Food, Culture and Society
Grounded in rich ethnographic engagement, Hippert reveals the complexities of race and social hierarchies in the context of international tourists and Haitians living and working in the Dominican Republic. By focusing on local forms of support and mutual aid around food access, Not Even a Grain of Rice, upends our understanding of race relations in the Dominican Republic, revealing the ways that community members support one another across difference.

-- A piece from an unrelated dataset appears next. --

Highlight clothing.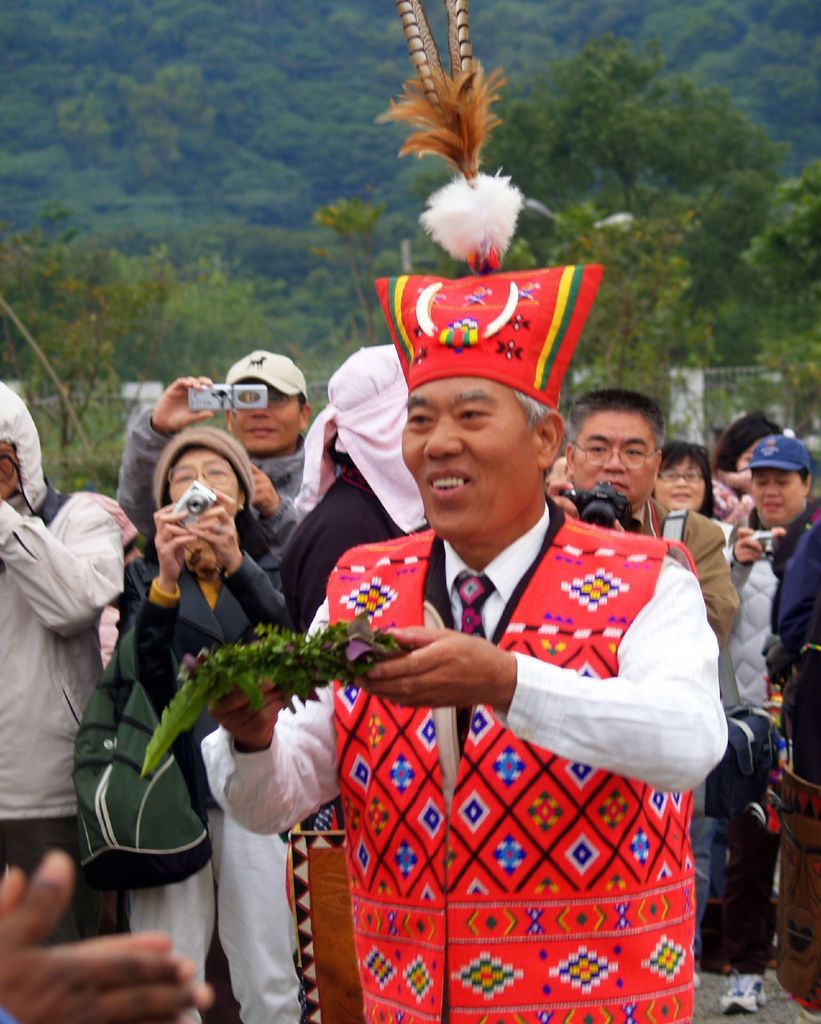
Highlighted region: crop(276, 354, 434, 628).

Hanna Garth, University of California, San Diego; author of Food in Cuba: The Pursuit of a Decent Meal
With rich ethnographic granularity and sensitivity to the everyday experiences and intercultural tensions that characterize neighborhood life for so many in today’s Dominic Republic, Christine Hippert clearly and convincingly shows how matters of race, nationality, subsistence, privilege, and morality all intersect and find expression in the simple act of food shopping at local colmados (corner stores). Before I even finished reading Not Even a Grain of Rice: Buying Food on Credit in the Dominican Republic, I knew that I would be assigning it in my classes.
Ty Matejowsky, University of Central Florida, author of Fast Food Globalization in the Provincial Philippines
Christine Hippert’s beautifully written book uses vivid ethnographic detail to address poverty, class, gender, race, and racism in the Dominican Republic. Focusing on food shopping in the small stores called colmados, it reveals the navigation of relations between Haitians and Dominicans based on the extension of credit called fiao. Their highly complex relations go beyond race and depend on assessments of people’s responsibility in paying debts and helping others. This fascinating book contributes to food studies, the anthropology of race, and Caribbean studies.

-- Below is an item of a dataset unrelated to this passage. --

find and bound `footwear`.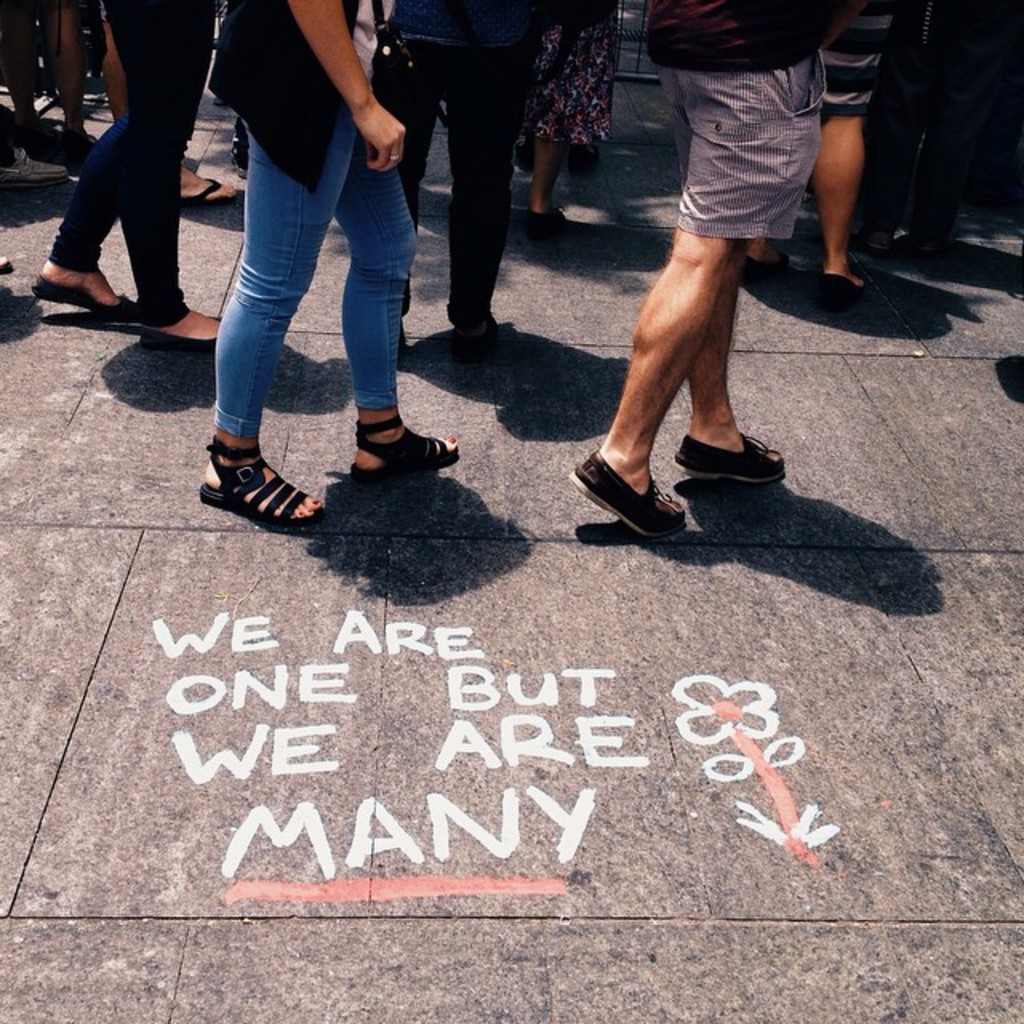
Bound: Rect(182, 176, 235, 203).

Carole Counihan, editor-in-chief, Food and Foodways
Hippert’s Not Even a Grain of Rice is a food related ethnography that shows the precarious relationships that develop to access food based on one’s word as a currency and as a social glue to express social and economic solidarity in the Dominican Republic. This work is timely in addressing how people navigate their race, class, and gender in the wider realms of anti-Blackness where privilege and exclusion truncate the trust built on people’s commitment to buy now and pay later. Throughout the Americas, shop owners have signs that read “hoy no fio y mañana tampoco,” warning consumers their word is just not enough to honor the social contracts that have built community and have kept people alive for generations. This book makes a wonderful contribution to the scholarship on food insecurity, food sovereignty, and the ethnography of everyday life and making do in the Caribbean.
Guillermina Gina Núñez-Mchiri, University of Texas at El Paso
This book is available on Bloomsbury Collections where your library has access.